As AI adoption accelerates across Asia Pacific, the region is facing an urgent need to implement more sustainable AI practices. AI workloads – particularly those running on hyper-scale data centres – are energy-intensive. Given that Asia Pacific has accounted for the largest share of newly added data centre supply over the past decade, ensuring AI systems are sustainable is a growing priority.
AI’s environmental impact is a subject that is well-established, no longer a conversation limited to expert forums and panel discussions. Although AI technologies promise breakthroughs in healthcare, climate science, energy transition acceleration, and more, it’s crucial to address AI’s predicted environmental downsides.
At its core, AI models are trained and run on extremely powerful, energy-hungry computers that rely on electricity that largely comes from carbon-intensive sources. Left unchecked, this could lead to significant carbon emissions.
There are many ways that we can address AI sustainability, but one often overlooked lever we can pull to improve the efficiency of AI workloads is data optimisation, or “data efficiency”. AI models rely on vast pools of data to be effective, but indiscriminately dumping disorganised, irrelevant, or even duplicate data into AI models leads to systems having to do extra work processing excess information. We cannot afford to be wasteful when it comes to AI.
By optimising the data before we feed it to AI models, we can help better manage the environmental footprint of AI. This requires careful forethought and expert planning that looks for sustainability gains along the entire AI lifecycle and prioritises data efficiency when planning AI projects.

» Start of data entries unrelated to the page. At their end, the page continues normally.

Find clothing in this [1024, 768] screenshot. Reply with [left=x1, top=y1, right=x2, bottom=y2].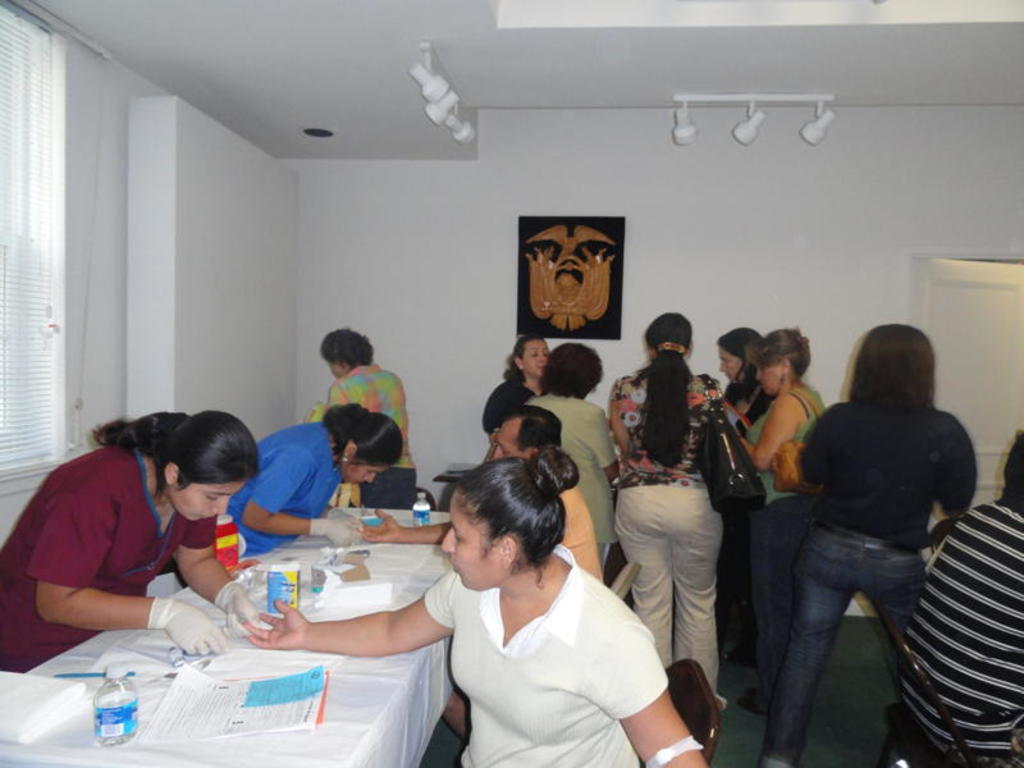
[left=484, top=372, right=535, bottom=429].
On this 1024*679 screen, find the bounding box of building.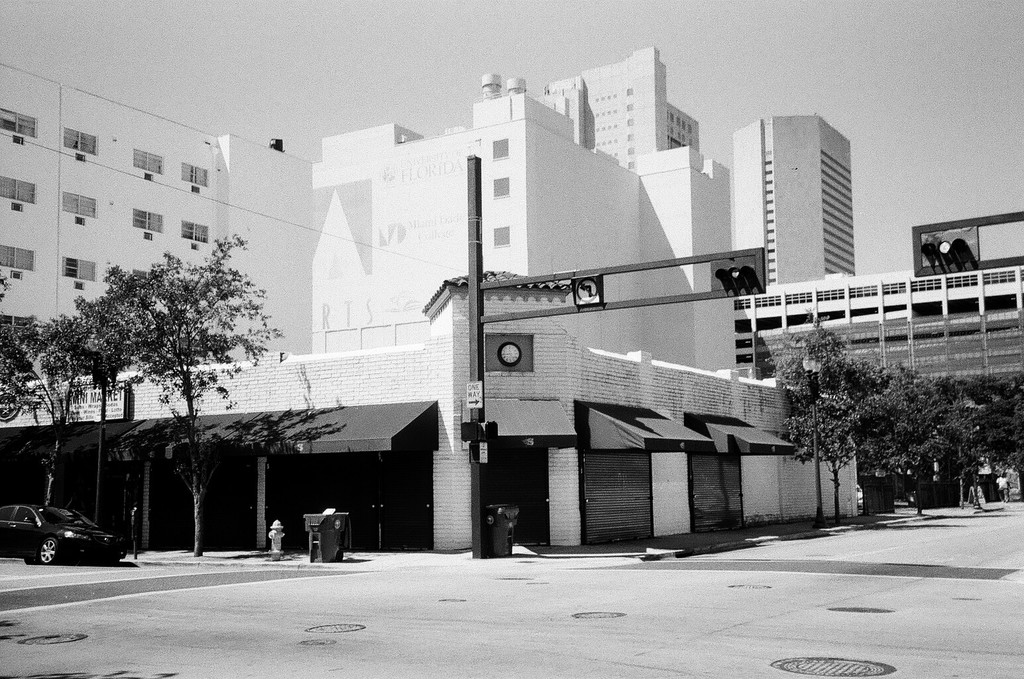
Bounding box: (left=541, top=41, right=703, bottom=170).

How to tackle data efficiency for AI workloads
- Map out your data strategy upfront
Begin by clearly defining what data you need, where it will come from, how often it will be collected, and how it will be processed. Consider if data can be consolidated, stored using low-impact techniques, such as tape or other backup methods, or discarded if no longer necessary. Offloading non-essential data to more energy-efficient storage methods can reduce power consumption.

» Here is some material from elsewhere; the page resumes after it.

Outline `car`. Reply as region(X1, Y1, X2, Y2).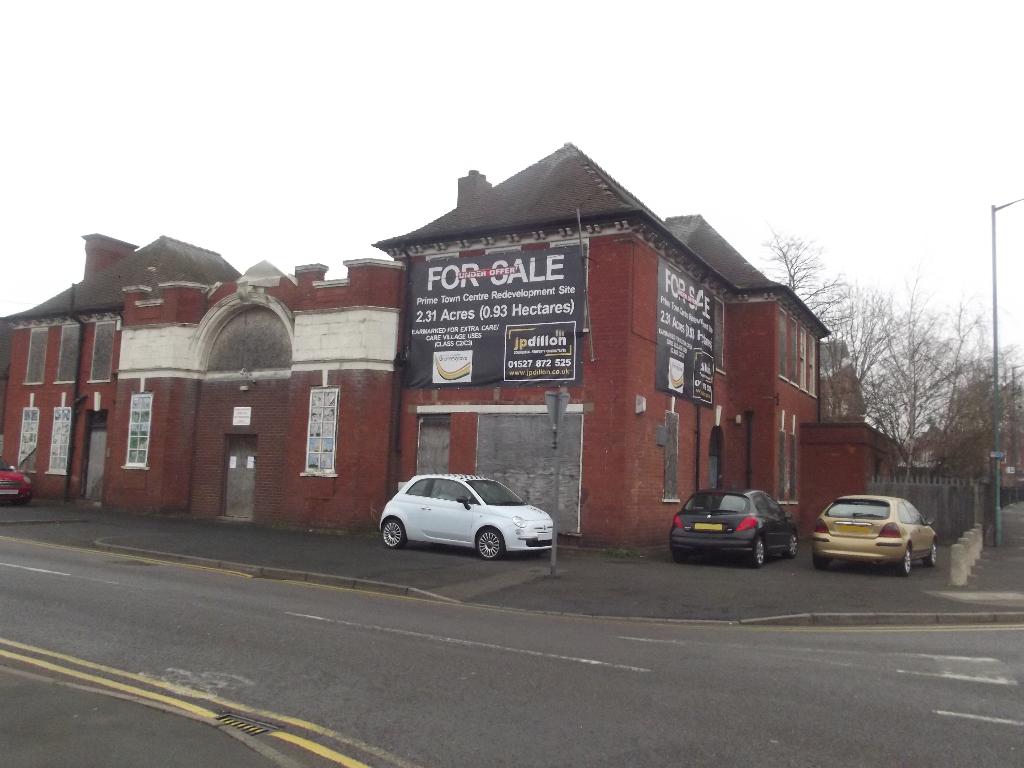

- Clean up before you start
Data efficiency in AI goes beyond just storing useful data. Data sets should be cleaned and optimised before training a model. Using raw, off-the-shelf data sets or repositories without minimising them results in unnecessary work and inefficiency. Cleaning data upfront ensures the model works more effectively and requires fewer resources.
- Get the training data set right
Data efficiency starts with an optimised data set for training, and using customer-specific data during model tuning helps further refine the model. By ensuring that data is as concise as possible from the start, you set a foundation for efficient processing throughout the entire AI lifecycle.
- Process data only once
Once data is processed for training/tuning, avoid redundant processing. Any additional training or fine-tuning should only occur on new data, minimising repeated energy-intensive operations.

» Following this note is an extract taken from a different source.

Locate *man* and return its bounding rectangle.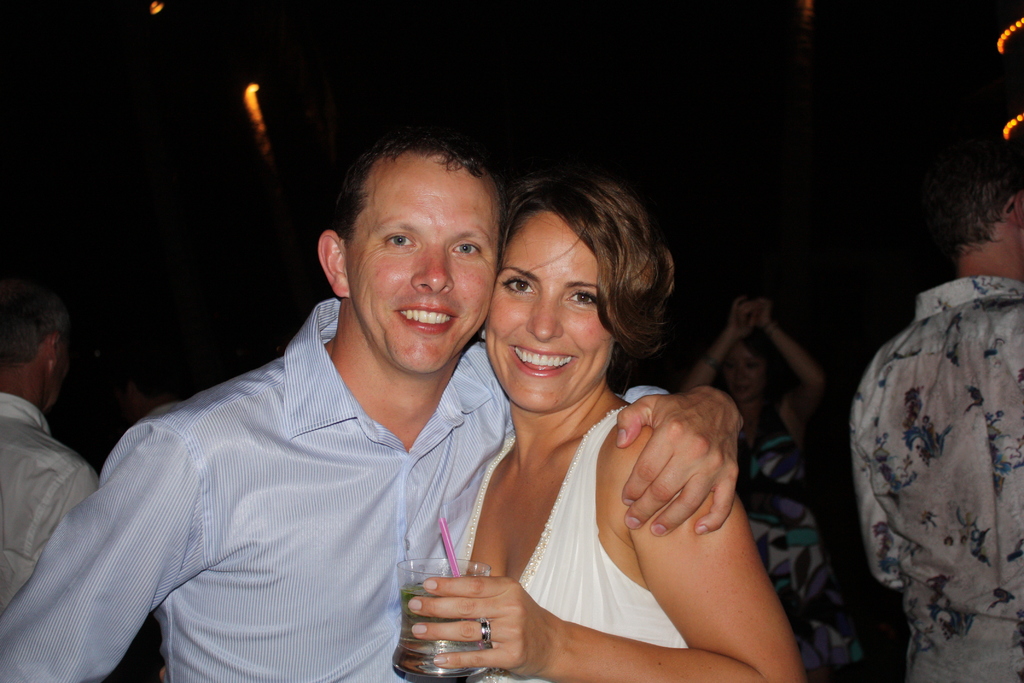
x1=830, y1=146, x2=1023, y2=682.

Also Read: How a data-driven approach can optimise decarbonisation in the built environment
- Avoid data debt
Managing data is especially critical for AI workloads due to the massive volumes of data, including unstructured data. One of the key strategies for reducing the environmental burden of data is eliminating inaccurate, erroneous, out of date, or duplicated data. Like technical debt, data debt – where outdated or unnecessary data accumulates – can severely impact AI systems’ performance and sustainability.
- Location matters
Processing data as close to its source as possible minimises the energy required to move it. Optimising data movement reduces both the environmental and time-related costs, ensuring faster, greener AI operations.
As AI becomes integral to industries like manufacturing, logistics, and smart city initiatives, the need for more sustainable AI practices across Asia Pacific becomes more pressing. Singapore is already making strides in this area, with a focus on sustainable data centre innovation and initiatives like the . This approach is critical to ensuring AI systems can scale responsibly.
Asia Pacific’s growing dependence on AI-driven technologies presents a unique opportunity for the region to lead by example. Through initiatives that promote energy-efficient data management and more sustainable AI strategies, Singapore is positioning itself as a global leader in creating sustainable AI ecosystems.
To build a sustainable AI ecosystem in Asia Pacific, organisations must start with clean, lean data. As AI technologies become more embedded across industries, ensuring the data feeding into these models is optimised will not only help reduce energy consumption, but also foster innovation in a way that is more environmentally responsible.
For businesses in Singapore and the wider APAC region, prioritising data efficiency today will help ensure AI’s potential is fully realised without compromising the planet’s future.